Is This Really AI Governance? 7 Questions Boards Can Ask in One Meeting

Patrick McFadden • March 10, 2026

Most “AI governance” decks sound impressive but leave one blind spot:
Who is actually allowed to do what, where, under which authority, before anything executes?


These seven questions let a board test, in one meeting, whether the organization has real governance or just model settings and policies on paper.



1. Where is the pre-execution gate in our AI stack?


“Show me, on one diagram, where we decide whether an AI-driven action may run at all.”


  • Look for a clearly defined authority gate in front of high-risk actions (file, send, approve, move money, change records).
  • Good answer: “Here is the runtime that says approve / refuse / supervised before anything leaves the building.”
  • Red flag: “The system logs everything and we can always audit it later.”



2. Whose rules run there? (Decision sovereignty)


“At that gate, whose rules are we enforcing – ours, or the vendor’s?”


  • Good answer: firm-owned policies (roles, risk posture, matter rules) are loaded into the gate; vendor logic is subordinate.
  • You want to hear: “If we change our policy tomorrow, the gate changes tomorrow.”
  • Red flag: “The vendor’s generic ‘safety layer’ decides what’s allowed.”



3. Who owns the artifacts? (Evidence sovereignty)


“When the gate allows, refuses, or escalates, who owns the record of that decision?”


  • Good answer: client-owned, tamper-evident artifacts that record who tried to do what, under which policy set, and why it was approved or blocked.
  • Those artifacts should live in your environment and be exportable for regulators, courts, and insurers.
  • Red flag: “The logs live in the vendor’s SaaS; we can request reports if needed.”



4. What is the worst-case failure mode: bypass or documented refusal?


“If something goes wrong, is it because the gate was bypassed, or because it refused and we ignored it?”



  • Healthy design fails closed: the default is “no,” with a documented refusal or supervised override.
  • You want to hear: “If the gate is down or uncertain, the action does not execute.”
  • Red flag: “If the AI is confident, it just proceeds; we review afterwards.”

5. Can we swap vendors and keep our authority model and evidence?


“If we change AI or workflow vendors, what survives?”


  • Good answer: your authority model (who may do what, where) and your decision artifacts are portable and remain intact if you change model providers or UI layers.
  • This is the test for true control-plane vs. vendor-plane separation.
  • Red flag: “If we move off this platform, we lose the policies, logs, and approvals history.”



6. Who defines “high-risk actions,” and how often is that list reviewed?


“Show me the current list of actions that cannot run without explicit authorization.”


  • Good answer: a board-visible catalog of high-risk actions (by system, data class, and destination) tied to the gate – updated as the business changes.
  • You want clear ownership: “This committee updates the list; the gate enforces it.”
  • Red flag: “Everything is treated the same; the model just has general guardrails.”



7. If a regulator or opposing counsel calls tomorrow, what single artifact do we send first?


“Walk me through the evidence we would rely on to prove that an AI-assisted action was authorized and in-policy.”


  • Good answer: a sealed decision artifact showing actor, action, matter, policy set, verdict (approve/refuse/supervised), and reasons.
  • The board should see that this artifact is standardized and repeatable, not manually assembled after the fact.
  • Red flag: “We’d pull logs from several systems and reconstruct what happened.”

What “Yes” Looks Like


If your team can answer these seven questions crisply, with one diagram of the pre-execution authority gate and examples of client-owned decision artifacts, you’re in real AI governance territory.



If they can’t, you don’t have an AI problem.
You have an
action governance gap – and that’s where the real legal and fiduciary risk lives.


If you can’t point to a pre-execution authority gate and show who owns the artifacts it emits, you don’t have AI governance – you just have AI hope.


**The problem**
Lines before the one containing "Give me the" are not wanted; restate the rest below word for word, through the last line, but drop any pictures.

*** Provided data ***

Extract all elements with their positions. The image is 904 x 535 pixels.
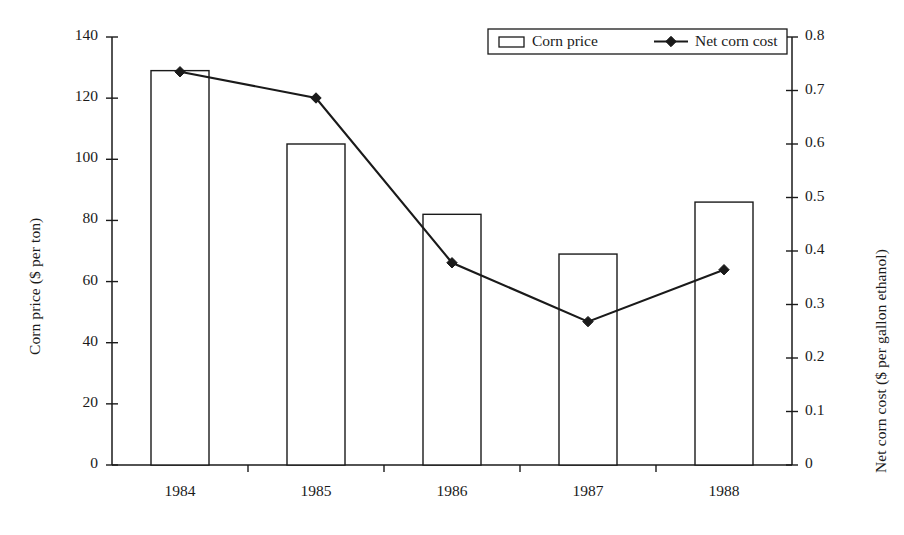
y-axis-left-tick-label: 140 [36, 26, 98, 44]
y-axis-left-tick-label: 60 [36, 271, 98, 289]
y-axis-right-tick-label: 0 [805, 454, 849, 472]
y-axis-left-tick-label: 120 [36, 87, 98, 105]
y-axis-right-tick-label: 0.6 [805, 133, 849, 151]
bar-corn-price [695, 202, 753, 465]
chart-container: Corn price ($ per ton) Net corn cost ($ … [0, 0, 904, 535]
y-axis-right-tick-label: 0.5 [805, 187, 849, 205]
y-axis-left-tick-label: 20 [36, 393, 98, 411]
chart-canvas [0, 0, 904, 535]
y-axis-left-tick-label: 40 [36, 332, 98, 350]
legend-label-net-corn-cost: Net corn cost [695, 32, 778, 50]
y-axis-left-tick-label: 80 [36, 209, 98, 227]
y-axis-left-tick-label: 0 [36, 454, 98, 472]
bar-corn-price [151, 71, 209, 465]
y-axis-right-tick-label: 0.3 [805, 294, 849, 312]
x-axis-category-label: 1988 [679, 482, 769, 500]
x-axis-category-label: 1985 [271, 482, 361, 500]
x-axis-category-label: 1984 [135, 482, 225, 500]
bar-corn-price [423, 214, 481, 465]
y-axis-right-tick-label: 0.4 [805, 240, 849, 258]
legend-label-corn-price: Corn price [532, 32, 598, 50]
y-axis-right-tick-label: 0.2 [805, 347, 849, 365]
x-axis-category-label: 1986 [407, 482, 497, 500]
bar-corn-price [559, 254, 617, 465]
legend-swatch-corn-price [499, 37, 524, 47]
x-axis-category-label: 1987 [543, 482, 633, 500]
bar-corn-price [287, 144, 345, 465]
y-axis-right-tick-label: 0.8 [805, 26, 849, 44]
y-axis-right-tick-label: 0.7 [805, 80, 849, 98]
y-axis-left-tick-label: 100 [36, 148, 98, 166]
y-axis-right-tick-label: 0.1 [805, 401, 849, 419]
y-axis-right-title: Net corn cost ($ per gallon ethanol) [872, 249, 890, 473]
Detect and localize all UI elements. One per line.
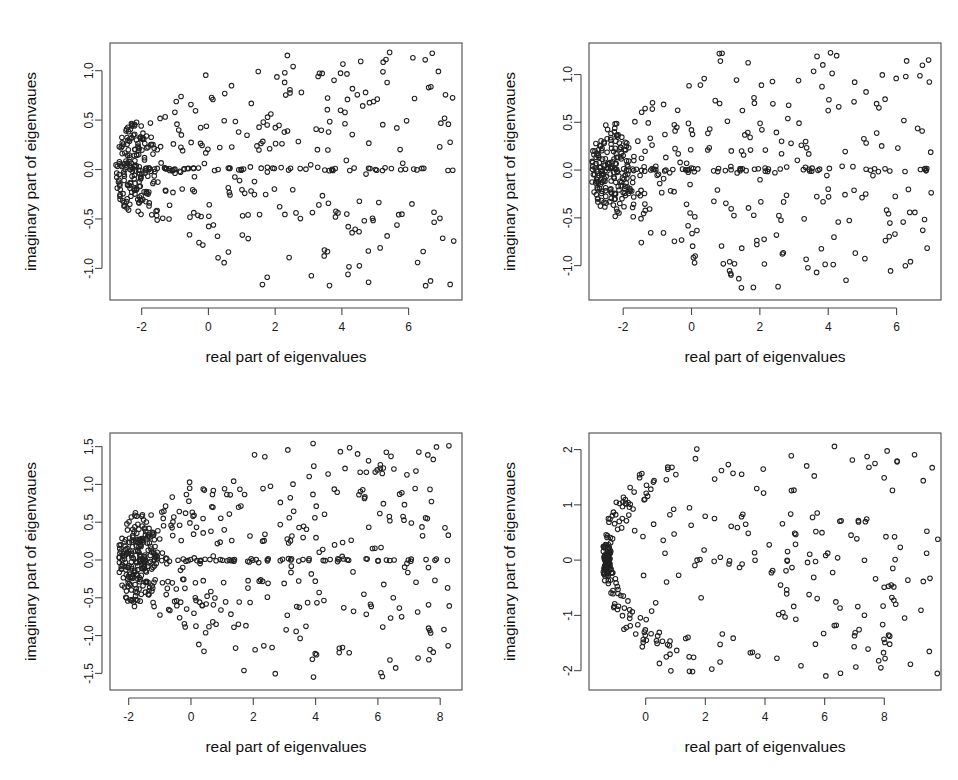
data-point [215,234,220,239]
data-point [233,119,238,124]
data-point [201,487,206,492]
data-point [147,204,152,209]
data-point [217,145,222,150]
data-point [649,609,654,614]
data-point [415,610,420,615]
data-point [760,128,765,133]
x-tick-label: 0 [205,320,212,334]
data-point [609,179,614,184]
data-point [649,631,654,636]
data-point [779,151,784,156]
y-tick-label: 0.5 [82,514,96,531]
data-point [762,237,767,242]
data-point [294,629,299,634]
data-point [133,181,138,186]
data-point [395,223,400,228]
data-point [332,78,337,83]
data-point [778,167,783,172]
data-point [420,534,425,539]
data-point [244,623,249,628]
data-point [748,135,753,140]
data-point [223,600,228,605]
data-point [883,640,888,645]
data-point [781,200,786,205]
data-point [693,563,698,568]
data-point [395,126,400,131]
data-point [885,449,890,454]
data-point [308,163,313,168]
data-point [222,528,227,533]
data-point [855,537,860,542]
data-point [222,260,227,265]
data-point [771,102,776,107]
data-point [209,589,214,594]
data-point [248,165,253,170]
data-point [799,143,804,148]
data-point [325,96,330,101]
data-point [229,612,234,617]
data-point [398,147,403,152]
data-point [233,646,238,651]
data-point [222,118,227,123]
data-point [716,166,721,171]
y-tick-label: 0 [561,556,575,563]
data-point [289,570,294,575]
y-tick-label: -1.0 [82,625,96,646]
data-point [719,244,724,249]
data-point [155,218,160,223]
x-axis-title: real part of eigenvalues [205,738,366,755]
data-point [317,590,322,595]
data-point [315,165,320,170]
data-point [412,96,417,101]
data-point [229,538,234,543]
data-point [901,220,906,225]
data-point [176,128,181,133]
data-point [888,269,893,274]
x-tick-label: 0 [688,320,695,334]
data-point [357,229,362,234]
data-point [188,215,193,220]
data-point [789,141,794,146]
data-point [718,660,723,665]
x-axis-title: real part of eigenvalues [684,348,845,365]
data-point [170,495,175,500]
data-point [421,249,426,254]
data-point [203,557,208,562]
data-point [364,172,369,177]
data-point [639,216,644,221]
y-axis-title: imaginary part of eigenvaues [501,72,518,271]
data-point [248,534,253,539]
data-point [384,450,389,455]
x-tick-label: -2 [123,710,134,724]
data-point [327,283,332,288]
data-point [322,254,327,259]
data-point [165,586,170,591]
data-point [712,516,717,521]
data-point [272,187,277,192]
data-point [893,232,898,237]
data-point [688,147,693,152]
data-point [287,515,292,520]
data-point [639,240,644,245]
data-point [718,59,723,64]
data-point [611,203,616,208]
data-point [391,595,396,600]
data-point [686,223,691,228]
data-point [936,537,941,542]
data-point [649,487,654,492]
data-point [866,647,871,652]
data-point [296,139,301,144]
data-point [794,617,799,622]
data-point [193,580,198,585]
data-point [399,615,404,620]
data-point [298,216,303,221]
x-tick-label: 8 [437,710,444,724]
data-point [187,480,192,485]
data-point [920,129,925,134]
data-point [161,516,166,521]
data-point [301,557,306,562]
data-point [177,509,182,514]
data-point [447,604,452,609]
data-point [913,210,918,215]
y-tick-label: 0.0 [82,161,96,178]
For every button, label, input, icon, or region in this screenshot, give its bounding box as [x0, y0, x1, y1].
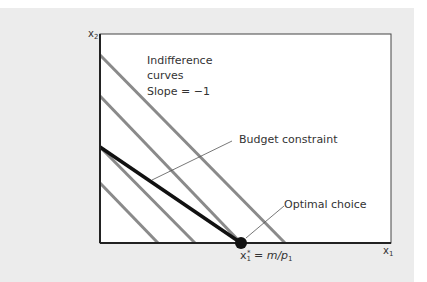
budget-constraint-label: Budget constraint — [239, 133, 337, 146]
indifference-label-line1: Indifference — [147, 54, 212, 67]
indifference-label-line2: curves — [147, 69, 184, 82]
optimum-value-label: x1* = m/p1 — [240, 249, 293, 263]
optimal-choice-label: Optimal choice — [284, 198, 367, 211]
x-axis-label: x1 — [383, 245, 393, 258]
diagram-canvas — [0, 0, 427, 282]
y-axis-label: x2 — [88, 28, 98, 41]
optimal-point — [235, 237, 247, 249]
slope-label: Slope = −1 — [147, 85, 210, 98]
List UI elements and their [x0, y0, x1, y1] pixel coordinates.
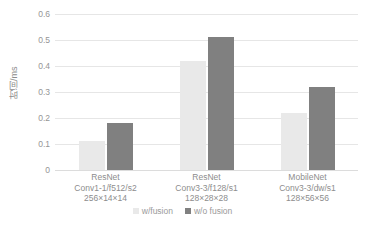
bar-group [257, 14, 358, 170]
x-label-group-2: MobileNet Conv3-3/dw/s1 128×56×56 [257, 172, 358, 204]
bar-groups [55, 14, 358, 170]
y-tick-label: 0.5 [24, 36, 50, 45]
bar-w-fusion[interactable] [79, 141, 105, 170]
y-tick-label: 0.2 [24, 114, 50, 123]
y-tick-label: 0.1 [24, 140, 50, 149]
x-label-line: 128×56×56 [257, 193, 358, 204]
legend-label: w/fusion [142, 207, 173, 216]
legend-swatch-icon [133, 208, 139, 214]
legend-item-w-fusion[interactable]: w/fusion [133, 207, 173, 216]
x-label-line: Conv1-1/f512/s2 [55, 183, 156, 194]
x-label-line: Conv3-3/f128/s1 [156, 183, 257, 194]
y-tick-label: 0.6 [24, 10, 50, 19]
bar-w-fusion[interactable] [281, 113, 307, 170]
legend-item-wo-fusion[interactable]: w/o fusion [185, 207, 232, 216]
x-label-line: 256×14×14 [55, 193, 156, 204]
y-axis-tick-labels: 0.6 0.5 0.4 0.3 0.2 0.1 0 [22, 14, 50, 170]
legend-label: w/o fusion [194, 207, 232, 216]
bar-wo-fusion[interactable] [309, 87, 335, 170]
x-label-line: 128×28×28 [156, 193, 257, 204]
chart-legend: w/fusion w/o fusion [0, 207, 365, 216]
y-axis-title: 时间/ms [2, 48, 24, 118]
legend-swatch-icon [185, 208, 191, 214]
bar-wo-fusion[interactable] [208, 37, 234, 170]
y-tick-label: 0 [24, 166, 50, 175]
bar-wo-fusion[interactable] [107, 123, 133, 170]
axis-baseline [55, 170, 358, 171]
x-axis-labels: ResNet Conv1-1/f512/s2 256×14×14 ResNet … [55, 172, 358, 204]
y-tick-label: 0.4 [24, 62, 50, 71]
x-label-line: Conv3-3/dw/s1 [257, 183, 358, 194]
bar-group [55, 14, 156, 170]
x-label-group-0: ResNet Conv1-1/f512/s2 256×14×14 [55, 172, 156, 204]
x-label-group-1: ResNet Conv3-3/f128/s1 128×28×28 [156, 172, 257, 204]
bar-w-fusion[interactable] [180, 61, 206, 170]
y-tick-label: 0.3 [24, 88, 50, 97]
x-label-line: ResNet [156, 172, 257, 183]
bar-chart: 时间/ms 0.6 0.5 0.4 0.3 0.2 0.1 0 [0, 0, 365, 227]
bar-group [156, 14, 257, 170]
x-label-line: MobileNet [257, 172, 358, 183]
x-label-line: ResNet [55, 172, 156, 183]
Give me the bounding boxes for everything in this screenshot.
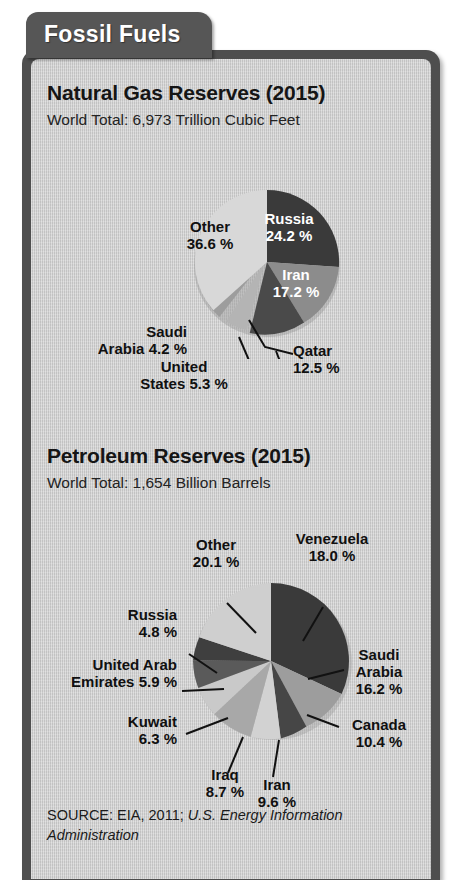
oil-label-united-arab-emirates: United Arab Emirates 5.9 %: [37, 657, 177, 691]
oil-label-saudi-arabia: Saudi Arabia 16.2 %: [331, 647, 427, 697]
source-plain: SOURCE: EIA, 2011;: [47, 807, 188, 823]
leader-line-qatar: [231, 314, 301, 362]
source-note: SOURCE: EIA, 2011; U.S. Energy Informati…: [47, 806, 419, 845]
oil-label-canada: Canada 10.4 %: [329, 717, 429, 751]
gas-label-russia: Russia 24.2 %: [246, 211, 332, 245]
oil-label-russia: Russia 4.8 %: [65, 607, 177, 641]
gas-label-saudi-arabia: Saudi Arabia 4.2 %: [41, 324, 187, 358]
gas-label-united-states: United States 5.3 %: [119, 359, 249, 393]
natural-gas-subtitle: World Total: 6,973 Trillion Cubic Feet: [47, 111, 300, 129]
oil-label-venezuela: Venezuela 18.0 %: [271, 531, 393, 565]
tab-label: Fossil Fuels: [44, 21, 181, 48]
gas-label-other: Other 36.6 %: [167, 219, 253, 253]
petroleum-title: Petroleum Reserves (2015): [47, 444, 310, 468]
content-panel: Natural Gas Reserves (2015) World Total:…: [31, 59, 431, 879]
gas-label-iran: Iran 17.2 %: [253, 267, 339, 301]
oil-label-kuwait: Kuwait 6.3 %: [61, 714, 177, 748]
natural-gas-title: Natural Gas Reserves (2015): [47, 81, 325, 105]
section-tab[interactable]: Fossil Fuels: [26, 12, 212, 58]
petroleum-subtitle: World Total: 1,654 Billion Barrels: [47, 474, 270, 492]
oil-label-other: Other 20.1 %: [161, 537, 271, 571]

***

**Exercise output**
Give me the bounding boxes for everything in this screenshot.
oil-label-united-arab-emirates: United Arab Emirates 5.9 %: [37, 657, 177, 691]
oil-label-saudi-arabia: Saudi Arabia 16.2 %: [331, 647, 427, 697]
source-plain: SOURCE: EIA, 2011;: [47, 807, 188, 823]
leader-line-qatar: [231, 314, 301, 362]
source-note: SOURCE: EIA, 2011; U.S. Energy Informati…: [47, 806, 419, 845]
oil-label-canada: Canada 10.4 %: [329, 717, 429, 751]
gas-label-russia: Russia 24.2 %: [246, 211, 332, 245]
oil-label-russia: Russia 4.8 %: [65, 607, 177, 641]
gas-label-saudi-arabia: Saudi Arabia 4.2 %: [41, 324, 187, 358]
gas-label-united-states: United States 5.3 %: [119, 359, 249, 393]
natural-gas-subtitle: World Total: 6,973 Trillion Cubic Feet: [47, 111, 300, 129]
oil-label-venezuela: Venezuela 18.0 %: [271, 531, 393, 565]
tab-label: Fossil Fuels: [44, 21, 181, 48]
gas-label-other: Other 36.6 %: [167, 219, 253, 253]
petroleum-title: Petroleum Reserves (2015): [47, 444, 310, 468]
content-panel: Natural Gas Reserves (2015) World Total:…: [31, 59, 431, 879]
gas-label-iran: Iran 17.2 %: [253, 267, 339, 301]
oil-label-kuwait: Kuwait 6.3 %: [61, 714, 177, 748]
natural-gas-title: Natural Gas Reserves (2015): [47, 81, 325, 105]
section-tab[interactable]: Fossil Fuels: [26, 12, 212, 58]
petroleum-subtitle: World Total: 1,654 Billion Barrels: [47, 474, 270, 492]
oil-label-other: Other 20.1 %: [161, 537, 271, 571]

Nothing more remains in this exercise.